Mr. Johnson took the Art of Leadership a year ago along with his group’s deputy director, Suki Molina. Although the two had worked together for seven years and prided themselves on a good rapport, the training helped them understand each other’s strengths and weaknesses, and taught them how to adjust their duties accordingly.
“We came back synergized,” he says. “We made a stronger whole.” Before the training, he says, he had seven employees who reported directly to them; afterward, he says, he paired that number to two, delegating some supervisory duties to Ms. Molina and creating a program-director position to handle the rest.
Improving the Program
Despite the positive results he’s experienced and seen other participants enjoy, Mr. Ackerly says, Rockwood’s program has room for improvement.
“A criticism I’ve heard from some people is that the training felt really good at the time, but it became kind of intangible after you left,” he says. “It relied on each of us to come back and make sure we’re really implementing stuff, but most of us are really busy, and you tend to come back and get back into your old ways. You may have more insights into yourself as a leader, but it’s hard to put them into practice.”

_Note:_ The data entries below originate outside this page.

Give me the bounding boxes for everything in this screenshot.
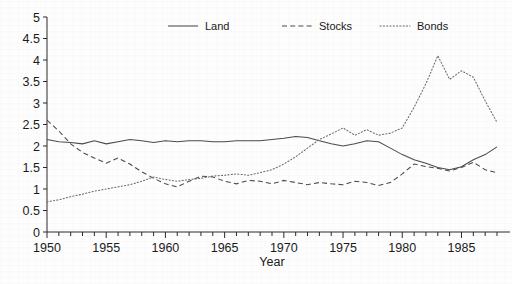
line-chart-plot: 00.511.522.533.544.55 195019551960196519…: [0, 0, 512, 284]
y-axis-tick-label: 4.5: [23, 32, 40, 46]
x-axis-tick-label: 1950: [33, 241, 61, 255]
series-line-bonds: [47, 56, 497, 202]
chart-container: 00.511.522.533.544.55 195019551960196519…: [0, 0, 512, 284]
y-axis-tick-label: 1: [33, 183, 40, 197]
legend-label-bonds: Bonds: [417, 20, 449, 32]
x-axis-tick-label: 1985: [448, 241, 476, 255]
y-axis-tick-label: 3.5: [23, 75, 40, 89]
x-axis-tick-label: 1975: [329, 241, 357, 255]
legend-label-stocks: Stocks: [319, 20, 353, 32]
x-axis-tick-label: 1965: [211, 241, 239, 255]
y-axis-tick-label: 3: [33, 97, 40, 111]
x-axis-tick-label: 1980: [388, 241, 416, 255]
legend-label-land: Land: [205, 20, 229, 32]
series-lines: [47, 56, 497, 202]
x-axis-tick-label: 1960: [152, 241, 180, 255]
series-line-stocks: [47, 120, 497, 187]
y-axis-tick-label: 5: [33, 11, 40, 25]
y-axis-tick-label: 2.5: [23, 118, 40, 132]
y-axis-tick-label: 4: [33, 54, 40, 68]
x-axis-tick-label: 1955: [92, 241, 120, 255]
x-axis-tick-label: 1970: [270, 241, 298, 255]
y-axis-tick-label: 1.5: [23, 161, 40, 175]
x-axis: 19501955196019651970197519801985: [33, 232, 510, 255]
y-axis-tick-label: 0.5: [23, 204, 40, 218]
series-line-land: [47, 137, 497, 170]
chart-legend: LandStocksBonds: [168, 20, 449, 32]
y-axis-tick-label: 2: [33, 140, 40, 154]
x-axis-title: Year: [259, 255, 284, 269]
y-axis: 00.511.522.533.544.55: [23, 11, 47, 240]
y-axis-tick-label: 0: [33, 226, 40, 240]
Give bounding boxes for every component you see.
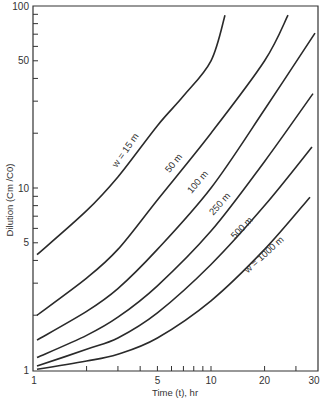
y-axis-ticks xyxy=(33,14,38,315)
plot-border xyxy=(33,6,318,371)
y-tick-label: 5 xyxy=(23,237,29,248)
y-tick-label: 50 xyxy=(18,55,30,66)
x-tick-label: 30 xyxy=(308,375,320,386)
x-axis-ticks xyxy=(87,366,296,371)
curve-label: 100 m xyxy=(185,168,210,195)
dilution-vs-time-chart: 15102030 151050100 Time (t), hr Dilution… xyxy=(0,0,325,404)
x-tick-label: 1 xyxy=(31,375,37,386)
x-tick-label: 5 xyxy=(155,375,161,386)
curve-label: w = 1000 m xyxy=(241,234,286,276)
y-tick-label: 1 xyxy=(23,365,29,376)
y-tick-label: 100 xyxy=(12,1,29,12)
curve-labels: w = 15 m50 m100 m250 m500 mw = 1000 m xyxy=(109,131,286,276)
plot-frame xyxy=(33,6,318,371)
y-tick-label: 10 xyxy=(18,183,30,194)
y-axis-title: Dilution (Cm /C0) xyxy=(4,164,15,237)
x-tick-label: 10 xyxy=(205,375,217,386)
curve-100m xyxy=(37,33,315,340)
x-axis-title: Time (t), hr xyxy=(152,387,198,398)
x-tick-label: 20 xyxy=(259,375,271,386)
curve-label: 500 m xyxy=(228,214,254,241)
curve-1000m xyxy=(37,197,310,369)
curve-250m xyxy=(37,94,313,358)
curve-label: w = 15 m xyxy=(109,131,141,170)
x-axis-tick-labels: 15102030 xyxy=(31,375,320,386)
curve-label: 250 m xyxy=(206,190,232,217)
dilution-curves xyxy=(37,15,315,369)
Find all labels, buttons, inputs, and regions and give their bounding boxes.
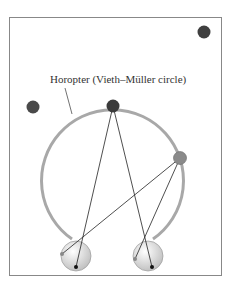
fixation-point <box>107 100 120 113</box>
horopter-diagram <box>0 0 232 291</box>
right-eye-fovea <box>150 265 154 269</box>
frame <box>10 18 222 276</box>
horopter-label: Horopter (Vieth–Müller circle) <box>50 73 186 85</box>
outside-point-left <box>27 101 40 114</box>
left-eye-retina-point <box>60 252 64 256</box>
right-eye-retina-point <box>133 257 137 261</box>
left-eye-fovea <box>74 265 78 269</box>
on-circle-point <box>174 152 187 165</box>
outside-point-top-right <box>198 26 211 39</box>
right-eye <box>133 241 163 271</box>
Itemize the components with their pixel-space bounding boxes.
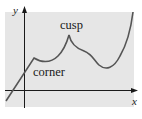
y-axis-label: y [12,4,18,16]
function-graph-diagram: y x corner cusp [0,0,142,119]
x-axis-label: x [131,95,137,107]
y-axis-arrow-icon [22,6,27,13]
corner-label: corner [33,65,66,79]
x-axis-arrow-icon [131,88,138,93]
cusp-label: cusp [60,18,83,32]
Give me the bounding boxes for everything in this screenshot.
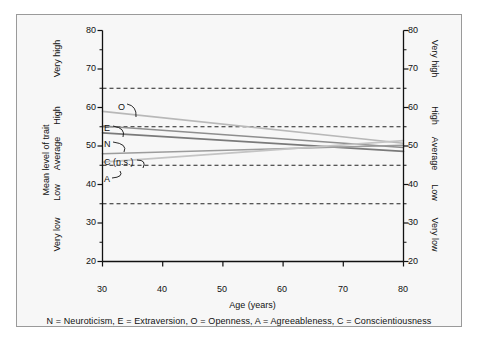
series-label-openness: O [118, 103, 125, 112]
y-tick-label-left-60: 60 [78, 103, 96, 112]
x-tick-label-30: 30 [92, 285, 112, 294]
y-tick-label-left-80: 80 [78, 26, 96, 35]
y-tick-label-left-50: 50 [78, 141, 96, 150]
x-tick-label-60: 60 [272, 285, 292, 294]
y-tick-label-left-40: 40 [78, 180, 96, 189]
figure-caption: N = Neuroticism, E = Extraversion, O = O… [16, 316, 462, 326]
series-label-extraversion: E [104, 124, 110, 133]
y-tick-label-right-70: 70 [408, 64, 426, 73]
y-category-left-very-high: Very high [53, 29, 62, 89]
x-tick-label-40: 40 [152, 285, 172, 294]
y-category-left-very-low: Very low [53, 205, 62, 265]
x-axis-title: Age (years) [102, 300, 403, 310]
y-axis-title: Mean level of trait [41, 100, 51, 220]
series-label-neuroticism: N [104, 140, 111, 149]
series-label-conscientiousness: C (n.s.) [104, 158, 134, 167]
y-category-right-very-high: Very high [430, 29, 439, 89]
y-tick-label-right-40: 40 [408, 180, 426, 189]
y-tick-label-right-80: 80 [408, 26, 426, 35]
series-label-agreeableness: A [104, 175, 110, 184]
x-tick-label-80: 80 [393, 285, 413, 294]
y-tick-label-left-30: 30 [78, 218, 96, 227]
figure-container: 80 70 60 50 40 30 20 80 70 60 50 40 30 2… [0, 0, 480, 341]
y-tick-label-right-30: 30 [408, 218, 426, 227]
y-tick-label-right-50: 50 [408, 141, 426, 150]
y-tick-label-left-20: 20 [78, 257, 96, 266]
y-tick-label-left-70: 70 [78, 64, 96, 73]
x-tick-label-70: 70 [333, 285, 353, 294]
y-tick-label-right-60: 60 [408, 103, 426, 112]
y-category-right-very-low: Very low [430, 205, 439, 265]
x-tick-label-50: 50 [212, 285, 232, 294]
y-tick-label-right-20: 20 [408, 257, 426, 266]
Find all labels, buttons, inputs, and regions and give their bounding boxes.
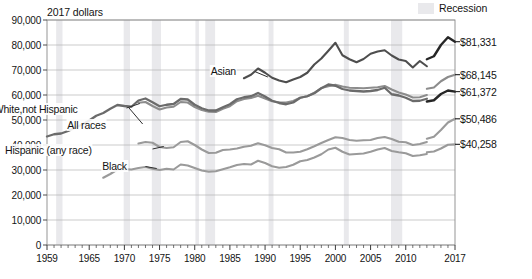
recession-band [269,20,274,245]
series-annotation: Black [101,160,128,172]
recession-band [344,20,349,245]
series-annotation: Hispanic (any race) [4,144,93,156]
series-line-asian-new [427,37,455,59]
series-annotation: White,not Hispanic [0,103,79,115]
series-line-all-races-new [427,91,455,102]
recession-bands [56,20,402,245]
x-tick-label: 1965 [78,253,99,264]
x-tick-label: 1970 [114,253,135,264]
series-annotation: Asian [210,65,237,77]
income-by-race-line-chart: Recession 2017 dollars 90,00080,00070,00… [0,0,532,279]
y-axis-ticks [43,20,47,245]
x-tick-label: 1959 [36,253,57,264]
x-tick-label: 1990 [254,253,275,264]
x-tick-label: 1980 [184,253,205,264]
recession-band [152,20,161,245]
end-value-label: $50,486 [460,113,497,125]
end-value-label: $61,372 [460,86,497,98]
x-tick-label: 2010 [395,253,416,264]
x-tick-label: 1995 [290,253,311,264]
x-axis-ticks [47,245,455,250]
recession-band [205,20,215,245]
end-value-label: $40,258 [460,138,497,150]
series-line-black-new [427,144,455,152]
end-value-label: $68,145 [460,69,497,81]
end-value-label: $81,331 [460,36,497,48]
leader-all-races [129,108,143,125]
recession-band [195,20,199,245]
x-tick-label: 1975 [149,253,170,264]
recession-band [124,20,130,245]
plot-area [0,0,532,279]
x-tick-label: 2005 [360,253,381,264]
x-tick-label: 2000 [325,253,346,264]
x-tick-label: 2017 [444,253,465,264]
series-annotation: All races [66,119,106,131]
x-tick-label: 1985 [219,253,240,264]
series-line-hispanic-new [427,119,455,139]
series-line-white-new [427,75,455,89]
recession-band [391,20,402,245]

One way to combat that drift back into old behavior patterns, he says, would be for the entire staff of an organization, or for organizations with similar missions, to attend the training as a group. (Rockwood does offer customized training for specific types of organizations: For example, representatives of 20 groups in the Tibet movement attended a customized Art of Leadership workshop this month, an event subsidized by an $6,350 grant from the Threshold Foundation, in San Francisco.) The session he attended, he says, was made up of a variety of groups, from grass-roots charities that embraced consensus decision making to larger, more hierarchal organizations. As a result, the Rockwood trainers were “having to present this information to such an incredibly diverse group that, in certain ways, it slowed things down.”
None of Ms. Buckhorn’s colleagues have taken the Art of Leadership course, she notes, and that circumstance may have diluted her experience. “I come back, and I’ve got this whole new lingo, this whole new way to approach my job, and my co-workers are going, ‘You’re kinda weird, ‘” she says, laughing. “It can be kind of hard to reintegrate into your office. But that shouldn’t be a deterrent.”
In fact, she says, she sees Rockwood’s approach as a key to greater effectiveness for groups like hers. “If more people did this training,” she says, “we’d have a stronger movement on the left.”
What sort of leadership-skills training would be most useful to social-change activists? Share your thoughts in the Tools and Training online forum.